Bob Diamond, president of Barclays, declined his bonus this year, to deflect criticism of banks which have been saved by the taxpayer, directly or indirectly.

What a gent.

As a result, selfless, poor old Bob has had to scrape by on a mere £60 million this year. If you'd like to send donations, I'll put together a food parcel.

Wednesday, 13 January 2010

Do massive executive pay deals and bonuses improve company performance?

That's the standard justification.

The answer is… er, no. Company directors now earn around 250-350 times more than their employees. Meanwhile, the bonuses for some banks (the season's starting this week) are now equivalent to the billions poured in by taxpayers to keep said banks open.

Since 2000, stock market valuation by the FTSE 100 has declined 25% while relevant executive pay has risen 85%, and bonuses by 350%. 

Monday, 16 November 2009

Students: has your loan come through yet?

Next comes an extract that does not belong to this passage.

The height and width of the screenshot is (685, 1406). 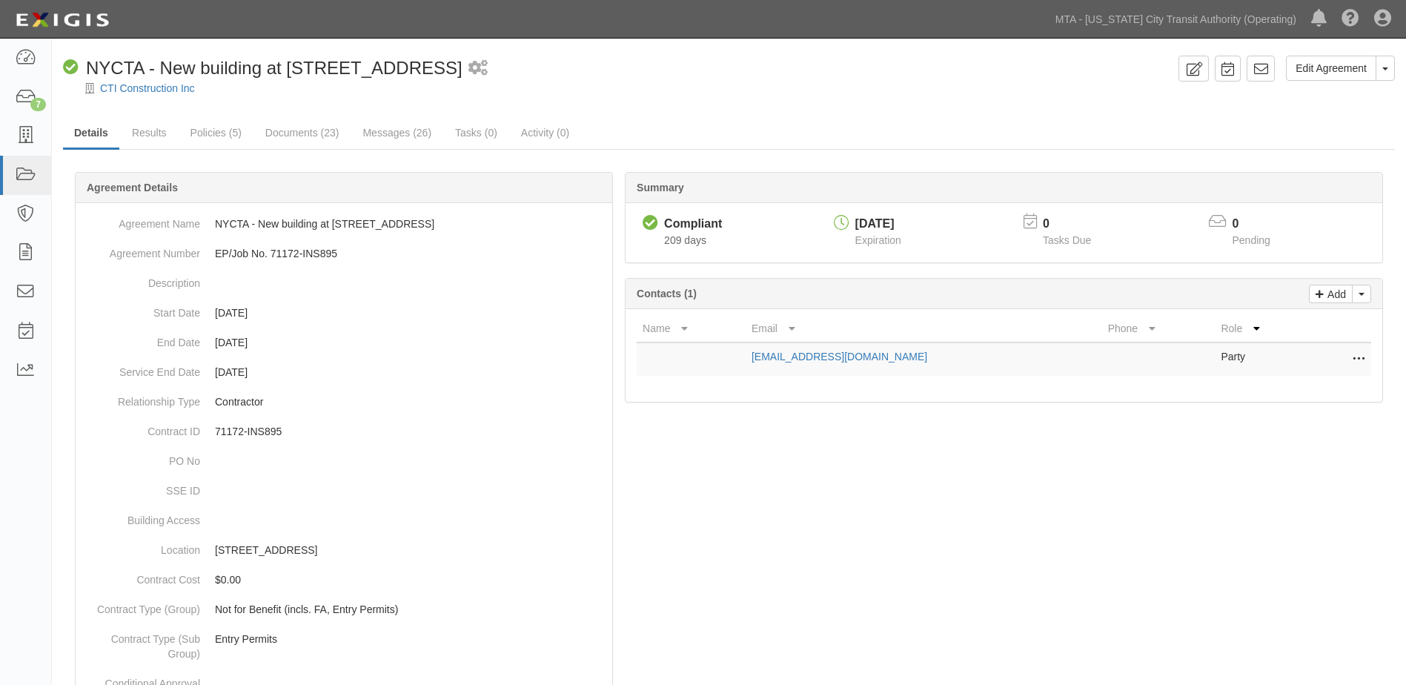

I think the student loan system is despicable. I think selling the loan book off to corporations is utterly despicable, and I think that the massive delays in getting the cash to 150,000  students was reprehensible and despicable.

I've now run out of adjectives for the massive bonuses for Student Loan Company bosses announced today. Perhaps you should come up with a few, and put them on a postcard to:

Student Loans Company
100 Bothwell Street
Glasgow
G2 7JD

Wednesday, 16 September 2009

Cash back!

Neal has passed on this TED lecture on why bonuses don't work.
Executive here get Performance Related Pay (£11 million, in the last year for which figures are available). I wonder how a multimillion pound shortfall, 250 redundancies, reduced courses and bigger classes are calculated… they'll probably get a bonus for their genius (ahem) solutions to the problems they've caused.

Friday, 20 February 2009

Reading the papers, getting angry

I've been reading about the bankers who are receiving bonuses from their now-state-owned banks because they're 'legally entitled' to it. So I checked the OED definition of 'bonus':

A boon or gift over and above what is normally due as remuneration to the receiver, and which is therefore something wholly ‘to the good’.    a. (a) Money or its equivalent, given as a premium, or as an extra or irregular remuneration, in consideration of offices performed, or to encourage their performance; sometimes merely a euphemism for douceurbribe. Hence bonus-fed adj.

A gratuity paid to workmen, masters of vessels, etc., over and above their stated salary.
There's nothing in there about entitlement - rather the opposite, in fact. So is it the case, as Simon Jenkins (not an habitual critic of the City) suggests, a legal dodge to avoid tax yet again. If so, let them have their bonuses, then send in the taxman to take a large chunk of it away - if bankers expect this cash, and it's in the contract, it's pay - to be taxed at 40%.

The wider issue is that bonuses enforce a culture of individualism, greed, short-termism and recklessness. If your bonus is linked to turning a quick buck, you'll short-sell a respectable company's shares overnight without a qualm as to whether this will wreck its chances of investing in new machinery or staff, rendering it unable to compete and leading to the loss of jobs… good work, you selfish bastards (and yes, I do mean those of my relatives working for 'investment' banks).